Frequently asked questions
What's the minimum image size in Google Merchant Center? As of mid-2026, the public account is a minimum of ~500×500 pixels, but it's recommended to start at 1500×1500 and go 2000×2000 or above for buffer. Verify the exact pixels and effective dates in Google Merchant Center Help, as Google adjusts them.
Can I put "SALE" or "Free Shipping" text on the image? No. Any promotional overlay text or price badge gets the product disapproved; watermarks and your own brand-logo overlay are likewise not allowed. Swap in a clean, overlay-free image where the product fills the frame.
When does the new image resolution requirement get enforced? Per public accounts, warnings began around April 2026 and enforcement starts around early 2027 (some report late January 2027). Dates can change — be sure to verify in Google Merchant Center Help rather than treating it as fixed.
How do I bulk-audit images for hundreds or thousands of products? Check Diagnostics first to surface already-caught issues, export image URLs and sort by resolution to filter low-res images, sample manually or use image recognition for overlays and watermarks, then re-image in batches starting with high-traffic, high-margin hero products and request review.

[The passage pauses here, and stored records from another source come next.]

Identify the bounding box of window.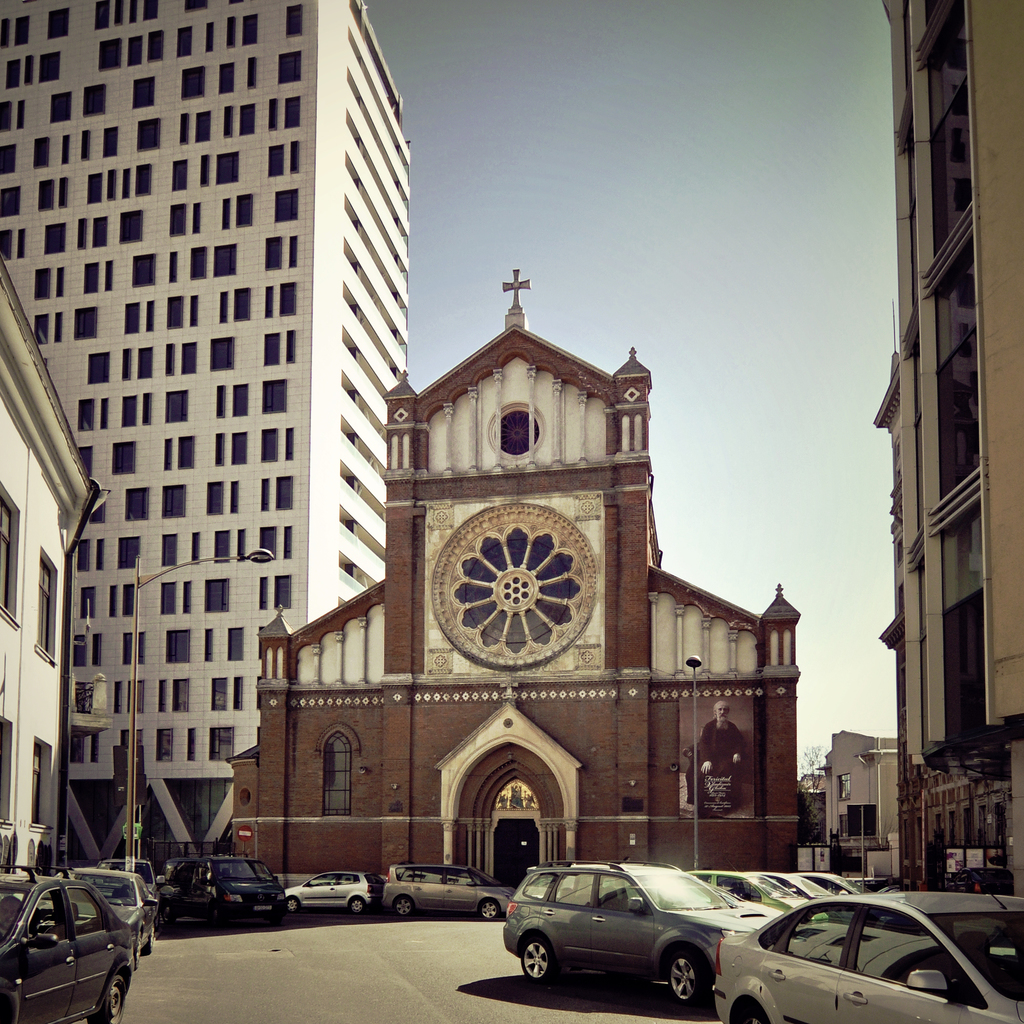
223/627/244/659.
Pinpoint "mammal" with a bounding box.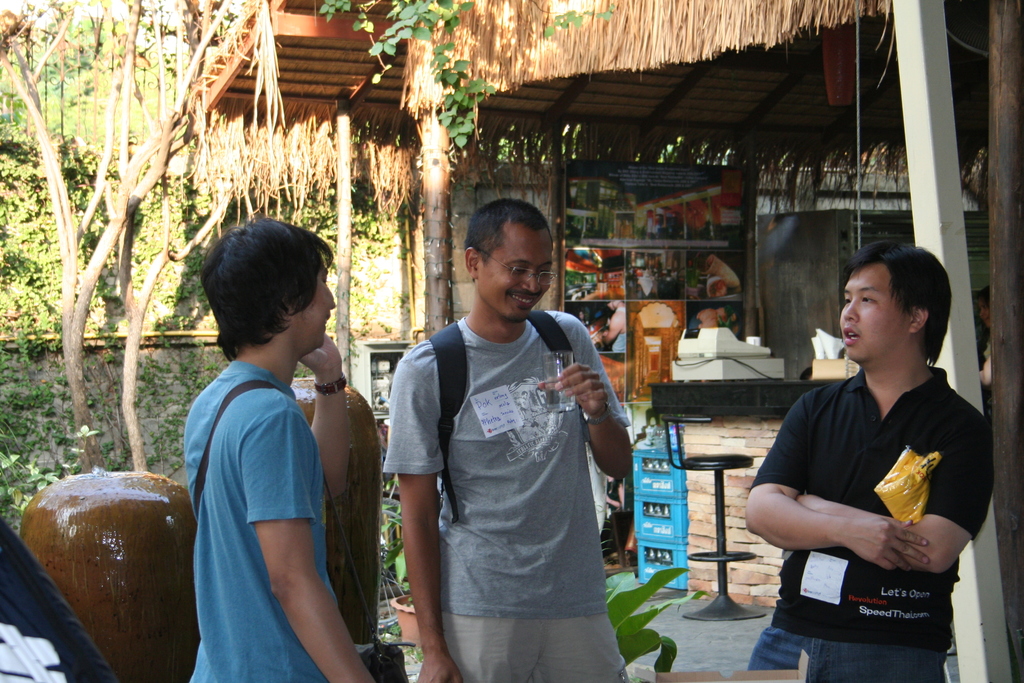
{"left": 157, "top": 219, "right": 379, "bottom": 668}.
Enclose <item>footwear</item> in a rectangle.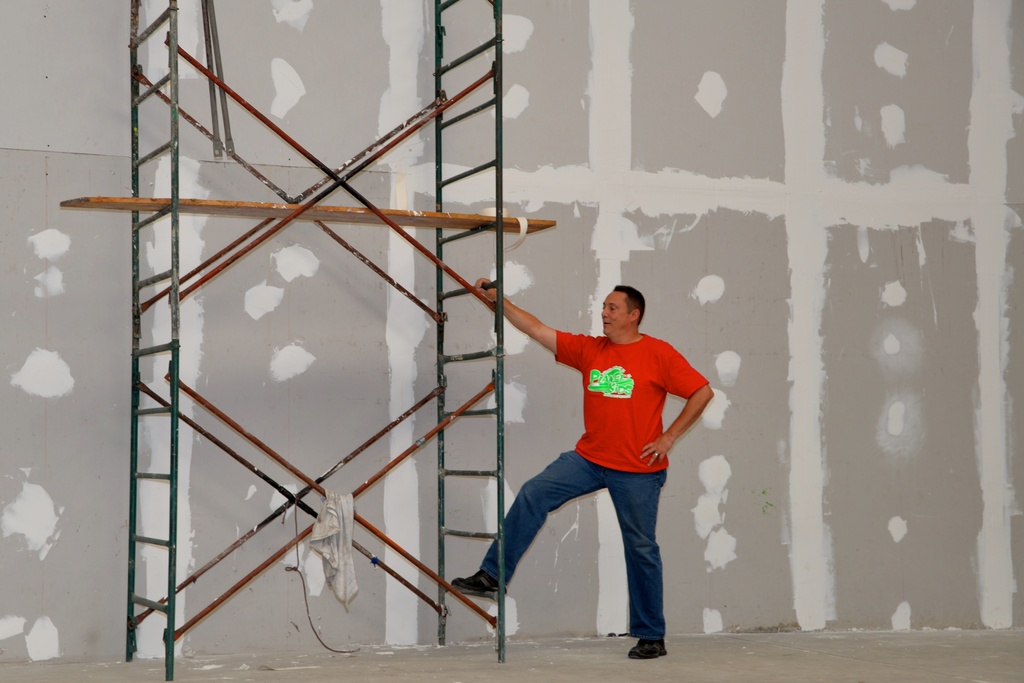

Do images have to be on a pure-white background? Most categories recommend a clean pure-white or light background with the product sharp and filling the frame. Apparel and similar categories have separate rules for on-model / lifestyle shots. Defer to the category requirements in Google Merchant Center Help.
Leads EshopPick's operations and compliance desk. Covers TikTok Shop onboarding, eligibility, fulfillment, violation points and account health, appeals and payouts. Tracks policy changes closely and turns official rules into steps sellers can actually follow.